Hosts Mexico open the whole tournament at the Azteca.
Opening fixtures
Jun 11 — Mexico vs South Africa · Mexico City (Estadio Azteca) · 3pm ET
Jun 11 — South Korea vs Czechia · Guadalajara (Estadio Akron) · 10pm ET
(Kickoff times shown in US Eastern Time — post your local time below.)
Talk it out: Who tops the group? Who grabs one of the eight best-third-place spots? And who’s going home early? Drop your predictions and react to every match right here.
Favourite: Mexico — Opta makes them 47.8% to top the group, and the Azteca crowd is worth a goal. For 2nd: South Korea, with Son Heung-min to carry them. Risk: complacency — Czechia are organised and South Africa hard-working. Watch: does home pressure lift Mexico or weigh on them?
That’s my read — agree? Who’s your pick to top it, and who sneaks a best-third-place spot?
Analyst Desk — Mexico 2–0, and the red card broke it open
Mexico made the perfect start through Quiñones (9’), but the swing moment was the red
card to Yaya Sithole. Reduced to ten men against a confident host side at a roaring
Azteca, South Africa had no route back — and Raúl Jiménez duly doubled the lead.
The story. Fast start, early goal, then the dismissal that settled it. With an extra man
and two goals in hand, Mexico can now manage the game and protect legs and cards for the group.
Turning point. Sithole’s sending-off — going to 10 men two goals down is close to fatal.
Takeaway. A statement opening for the hosts: goals, control and (so far) a clean sheet.
Opta had Mexico ~48% to top Group A; they’ve made an emphatic early case. South Africa must
regroup fast with two to play — recoverable, but a tough night.
Rules Desk — the opener just handed us a big refereeing moment.
Yaya Sithole was shown a straight red card for bringing down Brian Gutiérrez
just outside the box. That’s a textbook DOGSO — Denying an Obvious Goal-scoring
Opportunity.
Referees weigh four things for DOGSO: distance to goal, direction of play, the likelihood of keeping or gaining control of the ball, and the number of defenders.
Tick those boxes and a foul that snuffs out a clear chance is a straight red.
One key nuance: because the foul was outside the penalty area, the “double jeopardy”
relief doesn’t apply. (Inside the box, if a defender makes a genuine attempt to play the
ball, DOGSO is softened to a yellow + penalty — but outside the area, it’s a clean red.)
Down to 10 men and 2–0, it’s a mountain for Bafana Bafana now. From what I saw: a correct,
textbook call.
The story. South Korea were the better side throughout and earned their comeback. Krejci’s header from a throw-in threatened a smash-and-grab, but relentless Korean pressure — 62% possession and a stack of chances — finally told with two goals in 13 minutes.
Turning point. Hwang In-beom’s 67’ equaliser flipped the momentum; Oh Hyeon-gyu’s 80’ finish from a cross settled it.
Man of the match. Hwang In-beom
Takeaway. A statement of intent. Korea join Mexico on 3 points at the top of Group A, while Czechia and South Africa are both still searching for their first. With matchday one done, the group is wide open behind the two leaders.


#### What you will do:
Return exactly the run of lines that begins at the line containing "Describe the element at coordinates (353, 140)" and ends at the last line of the material below; pictures stay out.

#### Records for this task:

== Segment start ==

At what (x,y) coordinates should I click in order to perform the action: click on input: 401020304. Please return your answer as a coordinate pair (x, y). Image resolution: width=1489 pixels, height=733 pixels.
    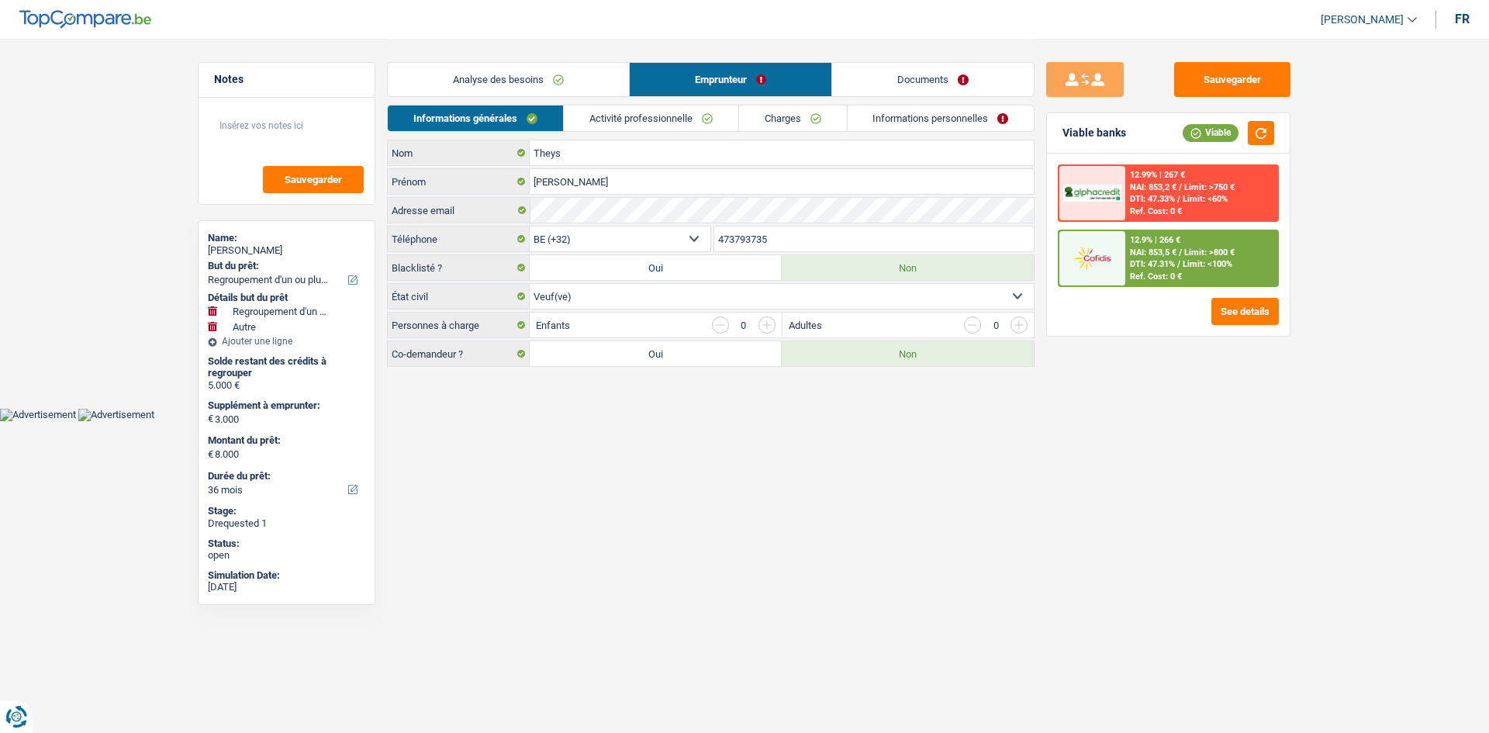
    Looking at the image, I should click on (874, 239).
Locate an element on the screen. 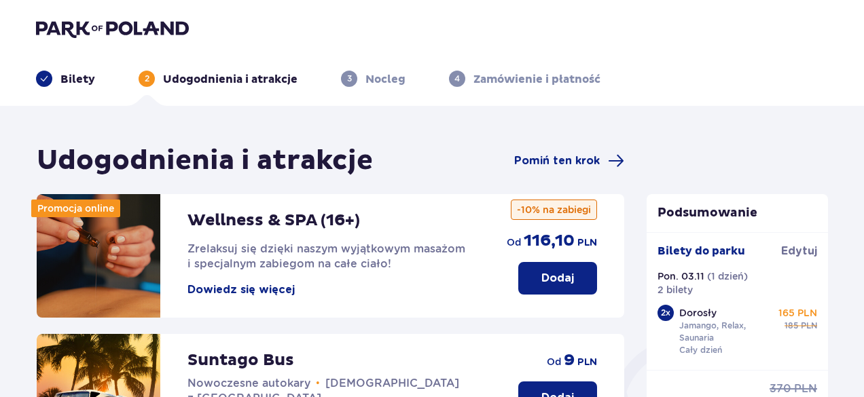 The height and width of the screenshot is (397, 864). img: Park of Poland logo is located at coordinates (112, 29).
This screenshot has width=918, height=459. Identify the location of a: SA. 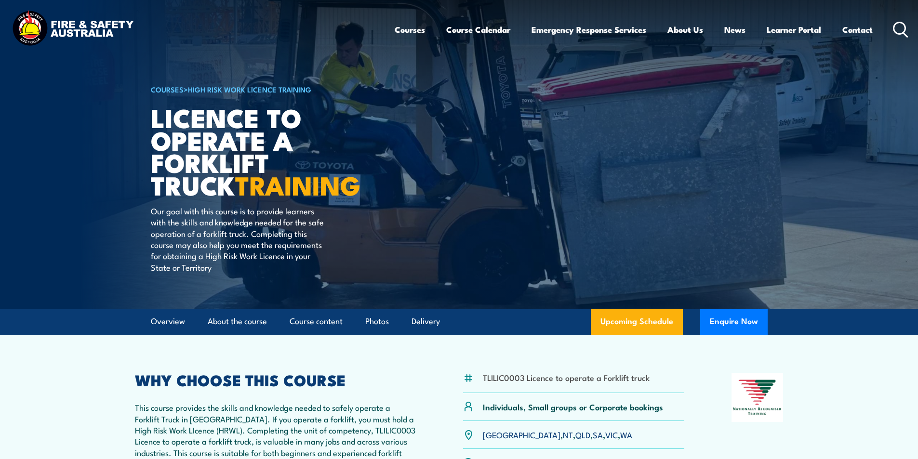
(597, 434).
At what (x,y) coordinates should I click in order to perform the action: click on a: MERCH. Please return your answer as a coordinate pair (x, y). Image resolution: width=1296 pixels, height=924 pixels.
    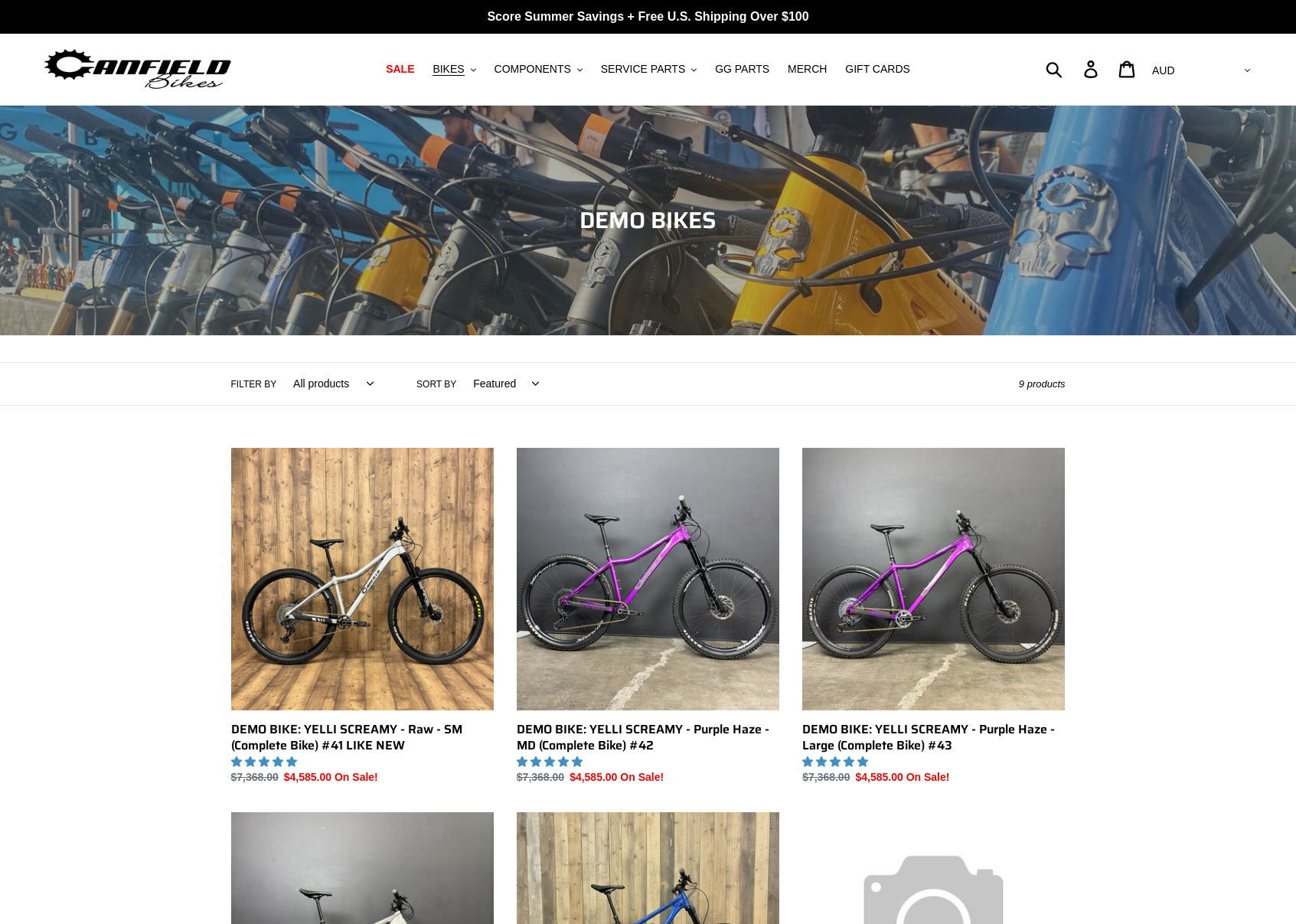
    Looking at the image, I should click on (806, 69).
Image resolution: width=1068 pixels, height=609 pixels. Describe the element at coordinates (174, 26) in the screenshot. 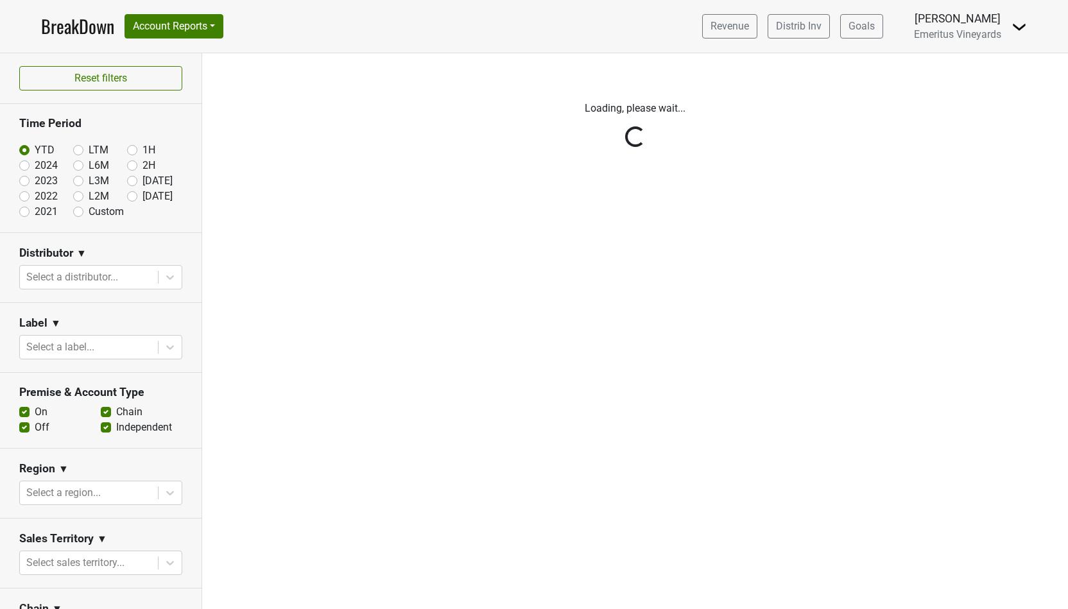

I see `button: Account Reports` at that location.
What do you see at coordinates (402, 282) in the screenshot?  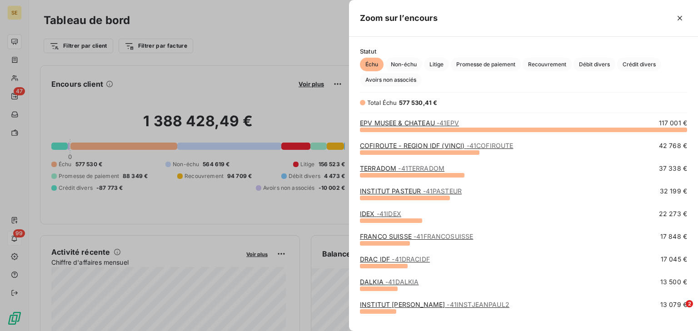 I see `span: - 41DALKIA` at bounding box center [402, 282].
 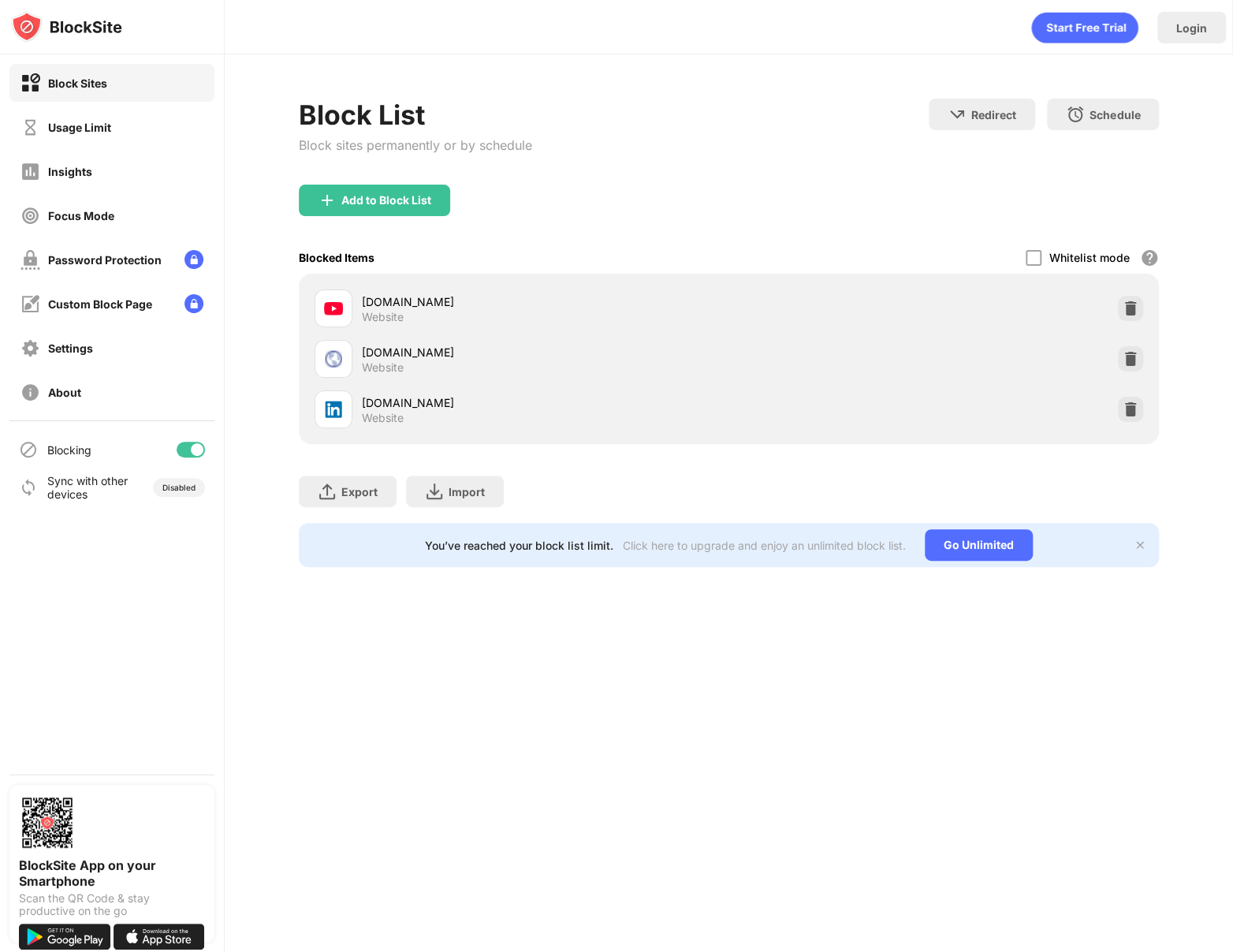 What do you see at coordinates (105, 259) in the screenshot?
I see `div: Password Protection` at bounding box center [105, 259].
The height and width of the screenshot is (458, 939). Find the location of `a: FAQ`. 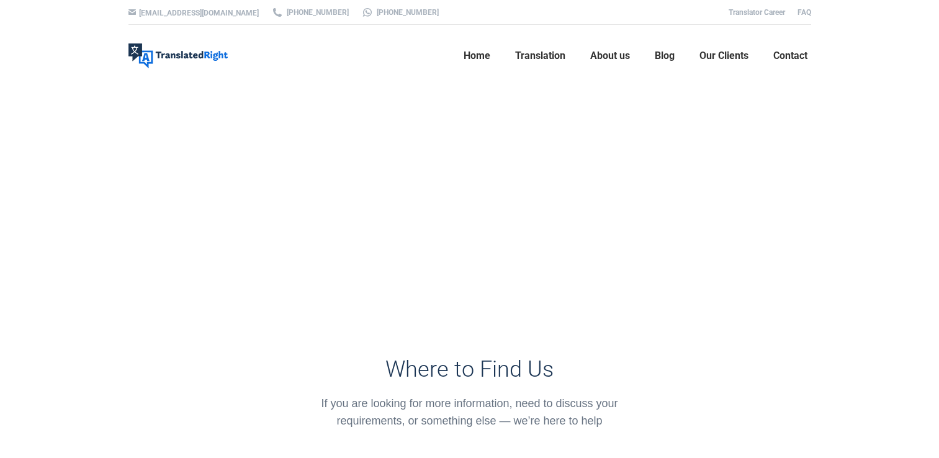

a: FAQ is located at coordinates (804, 12).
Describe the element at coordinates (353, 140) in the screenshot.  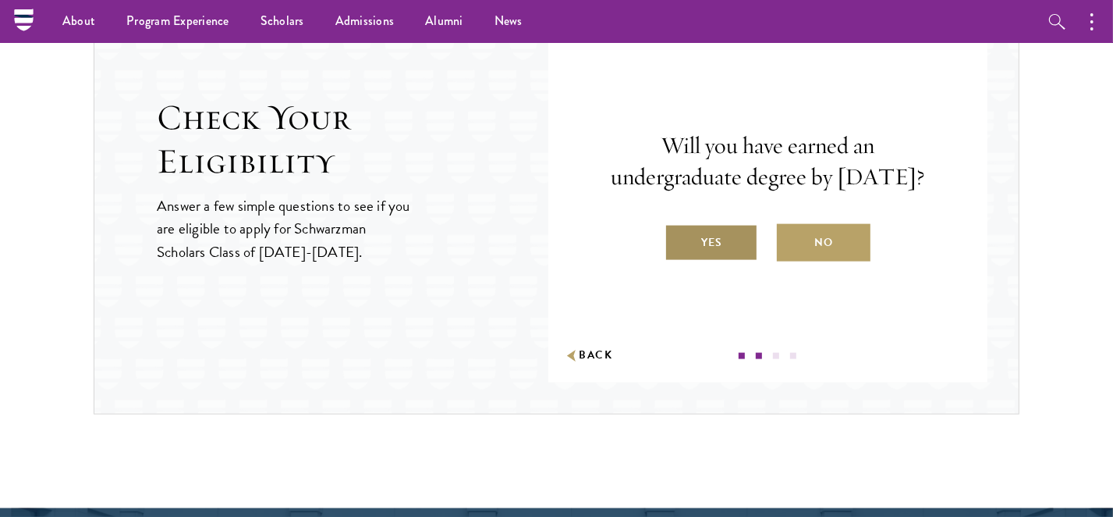
I see `h2: Check Your Eligibility` at that location.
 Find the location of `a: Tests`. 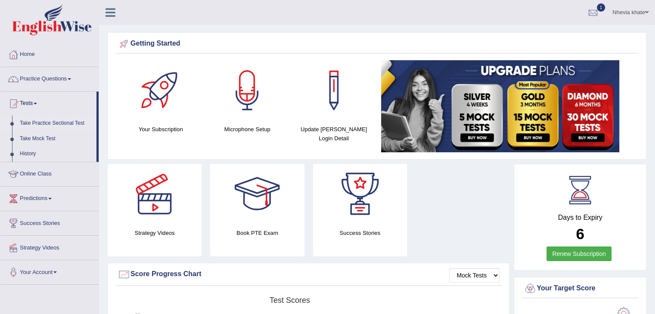

a: Tests is located at coordinates (48, 103).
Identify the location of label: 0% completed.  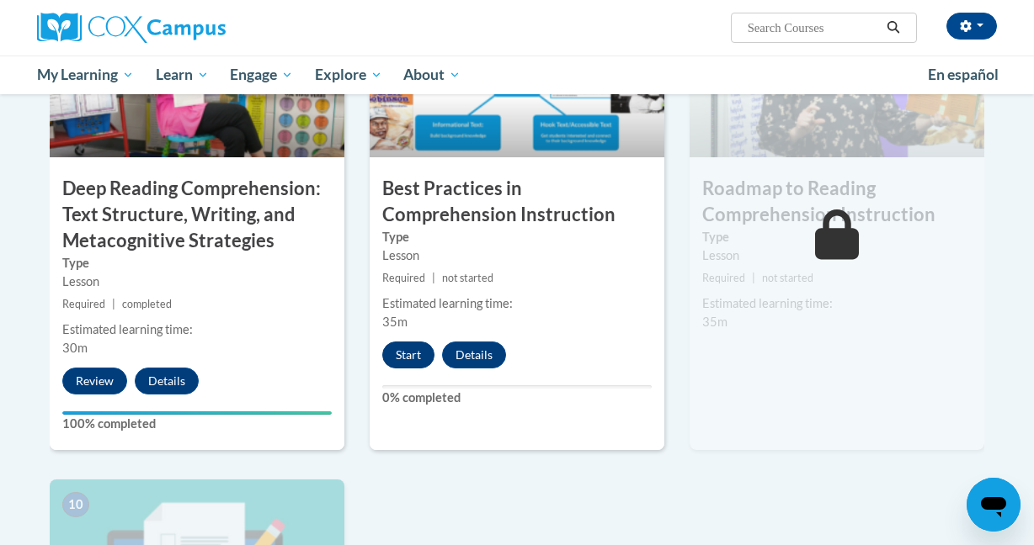
(517, 398).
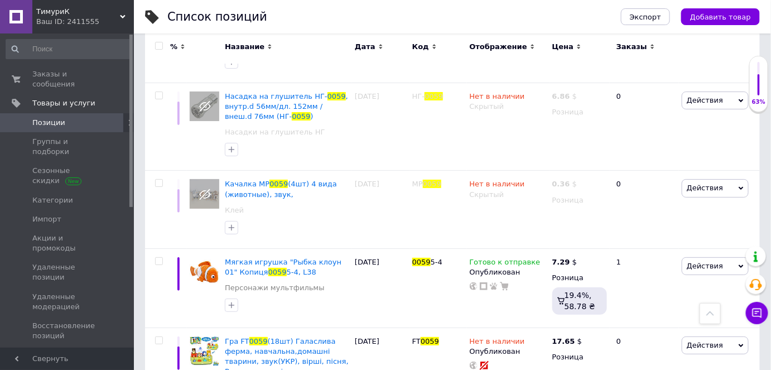 This screenshot has width=771, height=370. I want to click on span: Импорт, so click(47, 219).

== Segment end ==

#### Result of this task:
Describe the element at coordinates (353, 140) in the screenshot.  
I see `h2: Check Your Eligibility` at that location.
 Find the location of `a: Tests`. 

a: Tests is located at coordinates (48, 103).
Identify the location of label: 0% completed.  
(517, 398).
 This screenshot has width=771, height=370. I want to click on span: Импорт, so click(47, 219).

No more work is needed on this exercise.